Private tertiary institutions say a drop in study visas for new Indian students is likely to drive some of them out of business.
Immigration New Zealand has issued half as many new study visas to Indian students in the past five months as in the same period last year.
Between the start of July and the end of October it approved 3102, just 48 percent of the 6462 approved in the same period last year.
The fall was due to tighter rules for, and monitoring of, study visa applications from India because too many students were arriving with too little money to support themselves and too little English to study here.
The Auckland International Education Group, which represents 16 private tertiary institutions, said the government had gone too far.
Spokesperson Paul Chalmers said Immigration New Zealand's Mumbai office was turning down too many potential students.
"It's a matter of loosening up in Mumbai and saying 'this is now a catastrophic collapse'," he said.
"Rather than just trying to cut the shonky providers out of the market and the poor students who are filling in application forms incorrectly, they need to see if we can improve visa approval rates."
Mr Chalmers said the government was right to tighten English language requirements, but in some cases it was not clear why students were being refused visas.
"It's a wider-sweeping broom that is starting to block students for, from what we can see, no reason whatsoever. Students that would have previously been given visas are being declined."
Mr Chalmers said he expected the number of visa approvals would rise, but not to the highs of previous years.
Independent Tertiary Education New Zealand represents several hundred private tertiary institutions.
Its international education spokesperson, Richard Goodall, said good institutions would cope with the fall in enrolments from India, but others might go out of business.
"The solid reputable institutions are used to coping with the ups and downs of the market. It's a volatile market impacted by all sorts of factors, they'll be well used to it. The ones that are trading on the edge, they're going to find it tough and may choose to exit."
Richard Goodall said the number of visa approvals was lower, but the calibre of students was higher.
Polytechnics also enrol a lot of Indian students, but it appeared that their enrolments were not as hard hit as the private sector.
The Toi Ohomai Institute of Technology in Rotorua and Tauranga said its approvals had dropped only 10-15 percent.
Tertiary Education Minister Steven Joyce said the lower number of new visa approvals was likely to continue for a while.
But he said Immigration New Zealand was not being too tough.
"Don't forget what we're doing here is we're focusing on the things that are important for students to succeed here in terms of their English-language capability and their ability to support themselves financially when they're in New Zealand.
"So I make no apology for making sure that those things are followed up on and the declarations students make are correct."
A correction to the Indian market was needed, Mr Joyce said, and he expected numbers would grow again and at higher levels of study.
"It will probably be slower growth than what we saw in the previous two or three years.
"But India is always going to be one of the top markets. It's the largest economy in the world in terms of the number of young people seeking education including internationally."
Mr Joyce would not be drawn on what the fall in new visas might cost the economy, and said the amount students paid depended on the length and type of course.
Immigration New Zealand required foreign students to have $15,000 a year for living costs, and private institutions charged about $14-18,000 a year in fees making for an annual spend of about $30,000 per student.
Mr Joyce said he did not expect any institutions would go out of business because of the fall in the number of visas for new students from India.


INSTRUCTIONS FOR THE TASK ▸ Nothing but the images should be left out when the entries are restated word for word.

** Opening DATA FOR THE TASK block **

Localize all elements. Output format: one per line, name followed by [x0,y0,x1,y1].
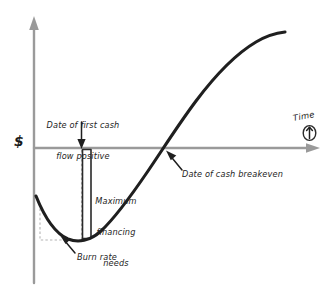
cash-breakeven-arrow [166,151,182,171]
label-maximum-financing-needs: Maximum financing needs [93,176,139,288]
label-date-of-cash-breakeven: Date of cash breakeven [182,169,300,179]
label-max-financing-line-1: Maximum [93,196,139,206]
label-burn-rate: Burn rate [77,252,137,262]
label-first-cash-line-1: Date of first cash [37,120,129,130]
x-axis-arrowhead-icon [306,143,320,153]
y-axis-dollar-label: $ [14,133,24,149]
cash-flow-curve-figure: $ Time Date of first cash flow positive … [0,0,331,291]
label-date-of-first-cash-flow-positive: Date of first cash flow positive [37,100,129,182]
arrow-up-left-icon [166,151,176,161]
time-axis-circled-marker-icon [303,126,316,141]
label-first-cash-line-2: flow positive [37,151,129,161]
label-max-financing-line-2: financing [93,227,139,237]
y-axis-arrowhead-icon [29,16,39,30]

** Closing DATA FOR THE TASK block **

WRITTEN RESPONSE ▸
Localize all elements. Output format: one per line, name followed by [x0,y0,x1,y1].
cash-breakeven-arrow [166,151,182,171]
label-maximum-financing-needs: Maximum financing needs [93,176,139,288]
label-date-of-cash-breakeven: Date of cash breakeven [182,169,300,179]
label-max-financing-line-1: Maximum [93,196,139,206]
label-burn-rate: Burn rate [77,252,137,262]
label-first-cash-line-1: Date of first cash [37,120,129,130]
x-axis-arrowhead-icon [306,143,320,153]
y-axis-dollar-label: $ [14,133,24,149]
cash-flow-curve-figure: $ Time Date of first cash flow positive … [0,0,331,291]
label-date-of-first-cash-flow-positive: Date of first cash flow positive [37,100,129,182]
arrow-up-left-icon [166,151,176,161]
time-axis-circled-marker-icon [303,126,316,141]
label-first-cash-line-2: flow positive [37,151,129,161]
label-max-financing-line-2: financing [93,227,139,237]
y-axis-arrowhead-icon [29,16,39,30]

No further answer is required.